Measuring Stress In Emergency Work

Dec. 1, 1997

Stress is a big part of the job in the fire and emergency medical services. Little research has been done, however, on predicting symptomatic distress in emergency workers. Two recent studies attempted to look at the personality traits exhibited by those with severe emotional responses and those who manage to cope better.

Photo by Keith D. Cullom Researchers studied emergency workers who responded to the Interstate 80 collapse.

More of the research focused on victims of disasters than on those involved in rescue or recovery operations. Emergency responders, however, usually have much higher levels of exposure to the experiences related to development of post-traumatic stress disorder and other psychological problems than do the civilian victims.

Daniel Weiss and others from the Department of Psychiatry at the University of California, San Francisco, studied emergency workers involved in operations at the Interstate 880 collapse following the Loma Prieta earthquake in 1989. Their main focus was on how the presence of disassociative symptoms such as depersonalization (a feeling that a person is at another place "watching" the incident) during the response impacted on later coping behaviors.

Subjects were recruited from four categories: police, fire, EMS and California highway department personnel. Participants were taken from those who actually worked the I-880 site, those who lived and worked in the city on the day of the quake but were not assigned to duty at the collapse; and emergency workers from San Diego. These last two were essentially used as a control group.

All those involved were given tests to measure symptomatic response, adjustment and social support. All measures were completed in regard to a specific incident with those at the interstate using that as their focus. For the other groups, each worker selected some incident recalled as their most stressful.

The researchers noticed that greater exposure to the traumatic critical incident was associated with higher levels of symptomatic distress. In addition, lower levels of pre-trauma psychological adjustment were associated with higher levels of distress.

"Whatever the mechanism, it appears increasingly clear that disassociation during the traumatic event is an important risk factor for future problems after exposure to critical incidents," Weiss said.

The second paper focused on volunteer brushfire brigades in Austra-lia. Carmon Moran of the University of Sydney and Neil Britton, chief advisor to the Civil Defense Department in Wellington, New Zealand, looked at two emergency services organizations. Participants were given four standardized tests to measure demographic and work variables, personality and a stress symptom checklist. The common perception, especially among many emergency services workers, is that they are more psychologically prepared for stress than some others. This can be described as "hardiness."

"There is no evidence to support the idea that emergency service volunteers demonstrate more 'hardy' personality characteristics," Britton said. "Our subjects demonstrated a reasonably wide range of scores, which suggests there is no single 'hardy' type in this emergency group."

One significant predictor of stress reactions was length of service more years of front-line emergency work seems to be linked with a more severe reaction. Also, those with more experience and working in busier units were more likely to report a longer reaction to a traumatic incident. "It may be that the business of the volunteer unit may be the more important work-related variable here, as it is often combined with degree of exposure to trauma," Britton noted. "That is the higher frequency of call-outs increases the risk of exposure to disturbing events."

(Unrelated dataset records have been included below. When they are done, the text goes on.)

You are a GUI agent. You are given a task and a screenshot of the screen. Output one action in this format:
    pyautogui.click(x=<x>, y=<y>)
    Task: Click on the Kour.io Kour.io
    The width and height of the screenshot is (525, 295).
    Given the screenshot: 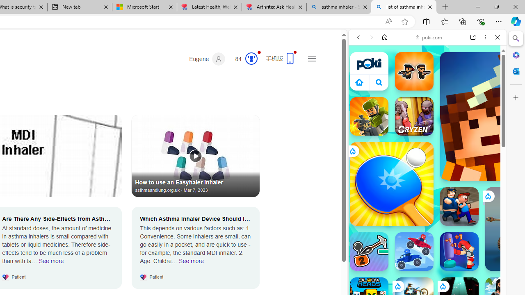 What is the action you would take?
    pyautogui.click(x=369, y=117)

This may be especially significant since the study focused on volunteer departments in a rural setting. Paid workers usually experience a greater volume of calls and there is a potential for major differences in the nature and types of responses due to factors associated with rural vs. urban areas.

Personality variables do not appear to be predictive of who will get into trouble and who won't; length of service and unit call-out frequencies were much more important.

"Any association between length of service and reactions is interesting," Britton said, "because it suggests that time does not necessarily 'heal' the reactions generated from emergency work."

Kurt Ullman, a Firehouse® contributing editor, is a registered nurse and regional chairman of the volunteer Indiana Arson and Crime Association.